During the events of (the main thread of) Taltos, Sethra says "It is impossible for me to leave Dzur Mountain at the moment" [Tlt 35, Tlt 40]. This is part of her argument to persuade Vlad to take on the job of retrieving Aliera's soul from Loraan's keep. And later on "she seemed a little harried and worn out, as if she'd just been through a rough experience of some kind" [Tlt 68], which Vlad later [] puts together with the reports of events involving a Jenoine at Dzur Mountain.

But this conversation takes place only hours after Vlad bumps into Kiera at Ferenk's [Tlt 16]. Sethra could be lying, of course. In a lifetime of two hundred millennia [Jrg 114] one is likely to develop a facility for producing convincing untruths at need; and of course there is the whole business of Kiera to prove it. Or the Jenoine situation could have developed very quickly.

Another possibility, pointed out by Damien R. Sullivan, is that Sethra could leave briefly, as for the meeting, but not for long trips or fighting. Or, as Jerry Friedman writes: "After I read Orca, I assumed that when Sethra said she couldn't leave Dzur Mountain, she meant that (for inscrutable magical reasons), she could leave it only as Kiera."


Kiera's Appetite

One of the little things that clue Vlad in to Kiera's identity is how little she eats [Orc 284]. But when alone in Adrilankha she breaks her fast with "warmed nutbread, maizepie, and Eastern-style coffee (which Vlad claims is too bitter for him)" [Orc 168]. That doesn't sound like someone who "lives on, well, on other things, so she doesn't eat much" [Orc 284, Ath 85]. (So is she also a táltos?)

On the other hand, maybe she just had a little of each for the taste. It sounds rich in flavor, especially with the bitter coffee (like our Turkish coffee?). — [2001.07.04] In Issola Vlad has a similar thought about Sethra: "Sethra picked at her food, as she had the other times I'd eaten with her. I knew she didn't eat much, for obvious reasons; I wondered if she enjoyed the flavors." [Iss 196]

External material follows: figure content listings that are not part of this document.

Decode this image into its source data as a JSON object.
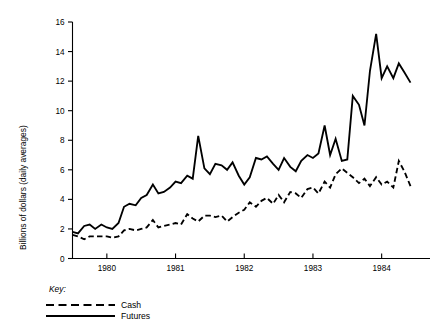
{
  "chart_data": {
    "type": "line",
    "title": "",
    "subtitle": "",
    "xlabel": "",
    "ylabel": "Billions of dollars (daily averages)",
    "xlim": [
      1979.5,
      1984.5
    ],
    "ylim": [
      0,
      16
    ],
    "yticks": [
      0,
      2,
      4,
      6,
      8,
      10,
      12,
      14,
      16
    ],
    "ytick_labels": [
      "0",
      "2",
      "4",
      "6",
      "8",
      "10",
      "12",
      "14",
      "16"
    ],
    "xticks": [
      1980,
      1981,
      1982,
      1983,
      1984
    ],
    "xtick_labels": [
      "1980",
      "1981",
      "1982",
      "1983",
      "1984"
    ],
    "grid": false,
    "legend_title": "Key:",
    "legend_position": "below-axes-left",
    "x": [
      1979.5,
      1979.58,
      1979.67,
      1979.75,
      1979.83,
      1979.92,
      1980.0,
      1980.08,
      1980.17,
      1980.25,
      1980.33,
      1980.42,
      1980.5,
      1980.58,
      1980.67,
      1980.75,
      1980.83,
      1980.92,
      1981.0,
      1981.08,
      1981.17,
      1981.25,
      1981.33,
      1981.42,
      1981.5,
      1981.58,
      1981.67,
      1981.75,
      1981.83,
      1981.92,
      1982.0,
      1982.08,
      1982.17,
      1982.25,
      1982.33,
      1982.42,
      1982.5,
      1982.58,
      1982.67,
      1982.75,
      1982.83,
      1982.92,
      1983.0,
      1983.08,
      1983.17,
      1983.25,
      1983.33,
      1983.42,
      1983.5,
      1983.58,
      1983.67,
      1983.75,
      1983.83,
      1983.92,
      1984.0,
      1984.08,
      1984.17,
      1984.25,
      1984.33,
      1984.42
    ],
    "series": [
      {
        "name": "Futures",
        "style": "solid",
        "color": "#000000",
        "values": [
          1.8,
          1.7,
          2.2,
          2.3,
          2.0,
          2.3,
          2.1,
          2.0,
          2.4,
          3.5,
          3.7,
          3.6,
          4.1,
          4.3,
          5.0,
          4.4,
          4.5,
          4.8,
          5.2,
          5.1,
          5.6,
          5.4,
          8.3,
          6.1,
          5.7,
          6.4,
          6.3,
          6.0,
          6.5,
          5.6,
          5.0,
          5.5,
          6.8,
          6.7,
          6.9,
          6.4,
          6.0,
          6.8,
          6.2,
          5.9,
          6.6,
          7.0,
          6.8,
          7.1,
          9.0,
          7.0,
          8.1,
          6.6,
          6.7,
          11.0,
          10.4,
          9.0,
          12.7,
          15.2,
          12.2,
          13.0,
          12.2,
          13.2,
          12.6,
          11.9
        ]
      },
      {
        "name": "Cash",
        "style": "dashed",
        "color": "#000000",
        "values": [
          1.6,
          1.5,
          1.3,
          1.5,
          1.5,
          1.5,
          1.5,
          1.4,
          1.5,
          1.9,
          2.0,
          1.9,
          2.0,
          2.1,
          2.6,
          2.1,
          2.2,
          2.3,
          2.4,
          2.3,
          3.0,
          2.7,
          2.5,
          2.9,
          2.9,
          2.8,
          2.9,
          2.5,
          2.8,
          3.1,
          3.3,
          3.8,
          3.5,
          3.9,
          4.1,
          3.7,
          4.3,
          3.8,
          4.5,
          4.4,
          4.1,
          4.7,
          4.8,
          4.4,
          5.2,
          4.8,
          5.7,
          6.1,
          5.8,
          5.5,
          5.1,
          5.4,
          4.9,
          5.5,
          5.0,
          5.2,
          4.8,
          6.6,
          5.9,
          4.9
        ]
      }
    ],
    "legend_entries": [
      {
        "label": "Cash",
        "style": "dashed"
      },
      {
        "label": "Futures",
        "style": "solid"
      }
    ]
  }
}
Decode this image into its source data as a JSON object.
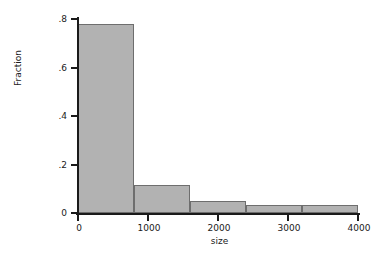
{
  "chart_data": {
    "type": "bar",
    "title": "",
    "subtitle": "",
    "xlabel": "size",
    "ylabel": "Fraction",
    "xlim": [
      0,
      4000
    ],
    "ylim": [
      0,
      0.8
    ],
    "grid": false,
    "legend": null,
    "bin_width": 800,
    "bin_edges": [
      0,
      800,
      1600,
      2400,
      3200,
      4000
    ],
    "categories": [
      "0-800",
      "800-1600",
      "1600-2400",
      "2400-3200",
      "3200-4000"
    ],
    "x": [
      400,
      1200,
      2000,
      2800,
      3600
    ],
    "values": [
      0.78,
      0.115,
      0.05,
      0.035,
      0.035
    ],
    "x_ticks": [
      0,
      1000,
      2000,
      3000,
      4000
    ],
    "x_tick_labels": [
      "0",
      "1000",
      "2000",
      "3000",
      "4000"
    ],
    "y_ticks": [
      0,
      0.2,
      0.4,
      0.6,
      0.8
    ],
    "y_tick_labels": [
      "0",
      ".2",
      ".4",
      ".6",
      ".8"
    ],
    "bar_fill_color": "#b2b2b2",
    "bar_edge_color": "#6e6e6e",
    "axis_color": "#1a1a1a",
    "background_color": "#ffffff",
    "bars": [
      {
        "label": "0-800",
        "start": 0,
        "end": 800,
        "value": 0.78
      },
      {
        "label": "800-1600",
        "start": 800,
        "end": 1600,
        "value": 0.115
      },
      {
        "label": "1600-2400",
        "start": 1600,
        "end": 2400,
        "value": 0.05
      },
      {
        "label": "2400-3200",
        "start": 2400,
        "end": 3200,
        "value": 0.035
      },
      {
        "label": "3200-4000",
        "start": 3200,
        "end": 4000,
        "value": 0.035
      }
    ]
  }
}
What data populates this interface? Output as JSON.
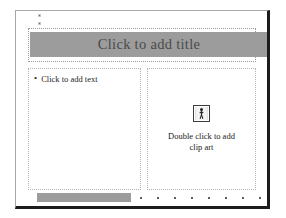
{
  "application": {
    "name": "slide-editor",
    "view": "slide-layout-editing"
  },
  "slide": {
    "title_placeholder": {
      "prompt": "Click to add title",
      "fill_color": "#9c9c9c",
      "text_color": "#4a4a4a",
      "border_style": "dotted"
    },
    "text_placeholder": {
      "bullet": "•",
      "prompt": "Click to add text",
      "border_style": "dotted"
    },
    "clipart_placeholder": {
      "icon_name": "clip-art-person-icon",
      "prompt_line_1": "Double click to add",
      "prompt_line_2": "clip art",
      "prompt": "Double click to add clip art",
      "border_style": "dotted"
    }
  },
  "guides": {
    "tick_marks": 2
  },
  "scrollbar": {
    "orientation": "horizontal",
    "thumb_color": "#9c9c9c",
    "tick_dots": 8
  },
  "colors": {
    "slide_background": "#ffffff",
    "frame_shadow": "#1c1c1c",
    "placeholder_border": "#b4b4b4",
    "title_band": "#9c9c9c"
  }
}
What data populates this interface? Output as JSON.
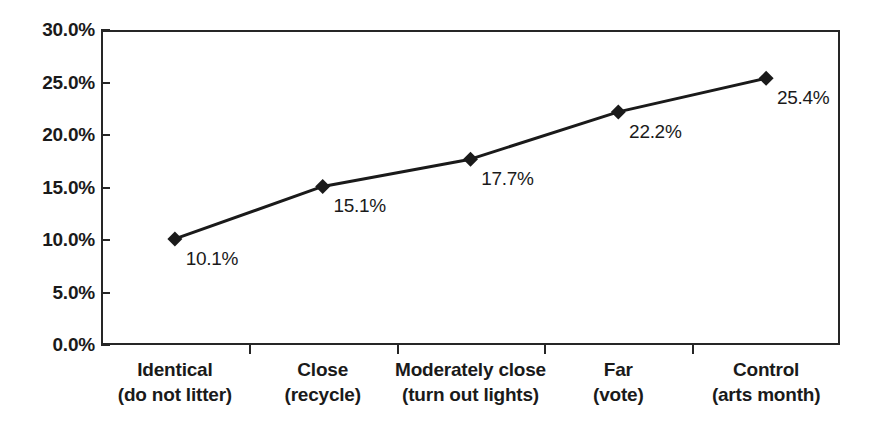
{
  "chart_data": {
    "type": "line",
    "title": "",
    "subtitle": "",
    "xlabel": "",
    "ylabel": "",
    "categories": [
      "Identical\n(do not litter)",
      "Close\n(recycle)",
      "Moderately close\n(turn out lights)",
      "Far\n(vote)",
      "Control\n(arts month)"
    ],
    "category_lines": [
      {
        "line1": "Identical",
        "line2": "(do not litter)"
      },
      {
        "line1": "Close",
        "line2": "(recycle)"
      },
      {
        "line1": "Moderately close",
        "line2": "(turn out lights)"
      },
      {
        "line1": "Far",
        "line2": "(vote)"
      },
      {
        "line1": "Control",
        "line2": "(arts month)"
      }
    ],
    "values": [
      10.1,
      15.1,
      17.7,
      22.2,
      25.4
    ],
    "point_labels": [
      "10.1%",
      "15.1%",
      "17.7%",
      "22.2%",
      "25.4%"
    ],
    "ylim": [
      0,
      30
    ],
    "ytick_values": [
      0,
      5,
      10,
      15,
      20,
      25,
      30
    ],
    "ytick_labels": [
      "0.0%",
      "5.0%",
      "10.0%",
      "15.0%",
      "20.0%",
      "25.0%",
      "30.0%"
    ],
    "grid": false,
    "legend": false,
    "legend_position": "none",
    "marker": "diamond",
    "series_color": "#1a1a1a",
    "axis_color": "#262626",
    "background_color": "#ffffff"
  }
}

Damien R. Sullivan has suggested to me that this is something that Kiera is making up to tell Cawti. It could be; but Kiera isn't telling Cawti everything: for example, her final dialog with Vlad certainly remains their secret! I see the arrangement of the book cinematically: framed between the letters of the Prologue and Epilogue, we see brief exchanges between the two women, between which Kiera's story to Cawti appears in flashback, as do Vlad's narrations to Kiera (and Kiera's to Vlad, but we could easily go too far in analyzing levels of nested flashbacks here). But the flashbacks are really for us, the viewers/readers, and contain more than is told — at least, to Cawti. As Kiera writes in the Epilogue,

Maybe you were upset by what I didn't tell you, yet you know there are things that I had to leave out, both on Vlad's behalf and on my own.


Topography

This is so small a matter that I hesitate to mention it —

("So why bring it up at all?" [*]

"You again?"

"Yeah, why not? Part of my job is to keep you honest.")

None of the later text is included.